GreenAsJade
GreenAsJade

Reputation: 14685

Why doesn't multiple inheritance work in Django views?

I am trying to avoid repeating the list of fields and model specifier in both a form and a (class based) view.

This answer suggested defining a "meta class" that has the field list in it, and inheriting that class in both the form and the view.

It works fine for the form, but the following code inheriting the list and target model into the view results in this error:

TemplateResponseMixin requires either a definition of 'template_name' or an implementation of 'get_template_names()'

I'm at a loss to see how this change causes that error.


forms.py:

class ScenarioFormInfo:
    model = Scenario
    fields = ['scenario_name', 'description', 'game_type', 
              'scenario_size', 'weather', 'battle_type', 'attacker',
              'suitable_for_axis_vs_AI', 'suitable_for_allies_vs_AI', 
              'playtested_H2H', 'suitable_for_H2H',
              'scenario_file', 'preview']     

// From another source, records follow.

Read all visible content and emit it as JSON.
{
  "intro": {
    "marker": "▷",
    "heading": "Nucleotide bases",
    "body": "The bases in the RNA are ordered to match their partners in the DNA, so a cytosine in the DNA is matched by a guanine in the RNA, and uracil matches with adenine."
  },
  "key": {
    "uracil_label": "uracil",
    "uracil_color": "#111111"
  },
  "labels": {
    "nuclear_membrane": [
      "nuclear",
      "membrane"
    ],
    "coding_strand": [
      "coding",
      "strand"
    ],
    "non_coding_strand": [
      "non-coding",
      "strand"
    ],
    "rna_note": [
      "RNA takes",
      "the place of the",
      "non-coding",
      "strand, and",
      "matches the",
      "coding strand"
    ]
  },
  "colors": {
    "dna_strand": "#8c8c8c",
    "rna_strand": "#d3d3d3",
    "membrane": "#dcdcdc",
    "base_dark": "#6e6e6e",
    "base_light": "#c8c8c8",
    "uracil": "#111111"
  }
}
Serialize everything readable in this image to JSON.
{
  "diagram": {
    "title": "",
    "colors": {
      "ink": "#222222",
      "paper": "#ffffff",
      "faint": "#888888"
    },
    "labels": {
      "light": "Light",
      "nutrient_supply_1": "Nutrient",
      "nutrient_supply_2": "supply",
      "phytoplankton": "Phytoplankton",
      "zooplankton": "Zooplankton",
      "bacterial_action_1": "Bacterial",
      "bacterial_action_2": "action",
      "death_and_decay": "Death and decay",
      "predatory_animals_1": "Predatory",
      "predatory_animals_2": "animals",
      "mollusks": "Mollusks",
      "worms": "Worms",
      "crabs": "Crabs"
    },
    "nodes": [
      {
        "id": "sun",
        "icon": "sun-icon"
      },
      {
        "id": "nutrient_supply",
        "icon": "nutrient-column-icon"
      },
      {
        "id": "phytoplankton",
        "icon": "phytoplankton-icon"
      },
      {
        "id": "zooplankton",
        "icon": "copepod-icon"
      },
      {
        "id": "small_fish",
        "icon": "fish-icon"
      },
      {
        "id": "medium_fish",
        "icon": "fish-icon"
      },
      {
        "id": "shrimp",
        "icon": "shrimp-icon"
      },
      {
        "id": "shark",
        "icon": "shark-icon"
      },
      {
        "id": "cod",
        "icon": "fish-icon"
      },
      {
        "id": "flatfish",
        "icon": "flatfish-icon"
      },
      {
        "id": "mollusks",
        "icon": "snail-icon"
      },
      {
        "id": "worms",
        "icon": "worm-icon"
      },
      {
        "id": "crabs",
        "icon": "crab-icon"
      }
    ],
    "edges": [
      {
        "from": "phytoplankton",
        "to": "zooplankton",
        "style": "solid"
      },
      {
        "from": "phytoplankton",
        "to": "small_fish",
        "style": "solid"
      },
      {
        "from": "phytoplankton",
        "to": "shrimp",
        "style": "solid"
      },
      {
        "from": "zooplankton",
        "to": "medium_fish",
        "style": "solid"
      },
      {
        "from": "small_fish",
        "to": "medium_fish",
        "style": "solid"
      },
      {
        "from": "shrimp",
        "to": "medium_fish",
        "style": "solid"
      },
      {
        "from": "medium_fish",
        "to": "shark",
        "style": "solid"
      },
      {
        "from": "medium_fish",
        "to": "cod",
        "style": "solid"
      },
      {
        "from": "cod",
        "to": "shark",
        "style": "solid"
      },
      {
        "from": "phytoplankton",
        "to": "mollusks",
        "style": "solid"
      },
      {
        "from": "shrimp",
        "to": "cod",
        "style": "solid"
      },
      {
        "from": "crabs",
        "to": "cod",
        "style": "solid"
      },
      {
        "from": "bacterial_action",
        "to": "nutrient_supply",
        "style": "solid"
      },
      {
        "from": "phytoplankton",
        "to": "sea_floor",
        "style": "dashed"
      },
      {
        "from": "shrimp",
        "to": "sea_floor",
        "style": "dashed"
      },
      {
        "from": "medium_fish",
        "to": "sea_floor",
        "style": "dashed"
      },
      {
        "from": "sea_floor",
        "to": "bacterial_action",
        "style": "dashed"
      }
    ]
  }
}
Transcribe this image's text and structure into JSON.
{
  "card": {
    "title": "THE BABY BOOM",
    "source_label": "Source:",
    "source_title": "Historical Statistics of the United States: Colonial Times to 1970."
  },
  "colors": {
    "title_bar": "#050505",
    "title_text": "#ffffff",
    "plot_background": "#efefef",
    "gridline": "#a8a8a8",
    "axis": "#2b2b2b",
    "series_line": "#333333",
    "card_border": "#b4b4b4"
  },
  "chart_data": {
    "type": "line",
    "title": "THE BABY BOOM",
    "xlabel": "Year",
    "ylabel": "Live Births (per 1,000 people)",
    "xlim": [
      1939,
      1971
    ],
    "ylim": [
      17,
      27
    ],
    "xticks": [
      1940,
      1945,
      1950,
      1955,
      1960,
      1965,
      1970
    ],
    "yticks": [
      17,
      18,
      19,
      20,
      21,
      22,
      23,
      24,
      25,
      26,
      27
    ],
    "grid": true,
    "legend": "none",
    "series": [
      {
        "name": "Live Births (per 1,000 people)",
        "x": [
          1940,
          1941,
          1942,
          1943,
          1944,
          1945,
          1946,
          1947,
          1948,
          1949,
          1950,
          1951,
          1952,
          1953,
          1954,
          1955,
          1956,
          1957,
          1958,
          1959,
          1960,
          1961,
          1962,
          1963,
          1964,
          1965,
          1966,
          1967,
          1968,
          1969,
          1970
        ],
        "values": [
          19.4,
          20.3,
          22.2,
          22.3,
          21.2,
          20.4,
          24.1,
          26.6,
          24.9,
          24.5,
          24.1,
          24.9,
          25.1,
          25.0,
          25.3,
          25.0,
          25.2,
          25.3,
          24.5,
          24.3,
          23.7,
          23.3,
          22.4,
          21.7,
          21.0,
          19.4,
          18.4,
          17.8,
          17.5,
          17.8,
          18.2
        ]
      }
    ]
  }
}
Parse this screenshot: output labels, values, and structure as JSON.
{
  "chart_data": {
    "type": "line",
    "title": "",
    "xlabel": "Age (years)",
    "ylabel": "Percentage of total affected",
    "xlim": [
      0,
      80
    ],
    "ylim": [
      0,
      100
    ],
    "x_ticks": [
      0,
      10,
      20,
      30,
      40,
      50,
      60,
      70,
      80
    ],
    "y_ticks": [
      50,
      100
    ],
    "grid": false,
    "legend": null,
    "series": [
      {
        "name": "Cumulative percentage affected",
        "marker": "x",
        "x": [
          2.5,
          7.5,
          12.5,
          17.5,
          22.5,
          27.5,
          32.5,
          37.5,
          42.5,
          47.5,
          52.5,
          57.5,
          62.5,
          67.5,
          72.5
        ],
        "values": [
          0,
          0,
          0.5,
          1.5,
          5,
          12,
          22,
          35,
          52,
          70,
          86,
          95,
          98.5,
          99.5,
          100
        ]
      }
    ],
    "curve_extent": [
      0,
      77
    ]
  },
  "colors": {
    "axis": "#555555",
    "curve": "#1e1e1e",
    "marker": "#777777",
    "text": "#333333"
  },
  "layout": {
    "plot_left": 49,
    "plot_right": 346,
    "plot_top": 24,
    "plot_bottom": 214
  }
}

class ScenarioForm(forms.ModelForm):
    Meta = ScenarioFormInfo

views.py:

    class ScenarioUpload(generic.CreateView, forms.ScenarioFormInfo):
        form_class = ScenarioForm
#        model = Scenario
#        fields = ['scenario_name', 'description', 'game_type', 
#                  'scenario_size', 'weather', 'battle_type', 'attacker',
#                  'suitable_for_axis_vs_AI', 'suitable_for_allies_vs_AI', 
#                  'suitable_for_H2H', 'playtested_H2H',
#                  'scenario_file', 'preview']     

Upvotes: 0

Views: 1424

Answers (1)

sax
sax

Reputation: 3806

do not mix new style object and old style object, change your class definitions as

class ScenarioFormInfo(object)

put your Mixin as first

class ScenarioUpload(forms.ScenarioFormInfo, generic.CreateView):

read this question about How does Python's super() work with multiple inheritance?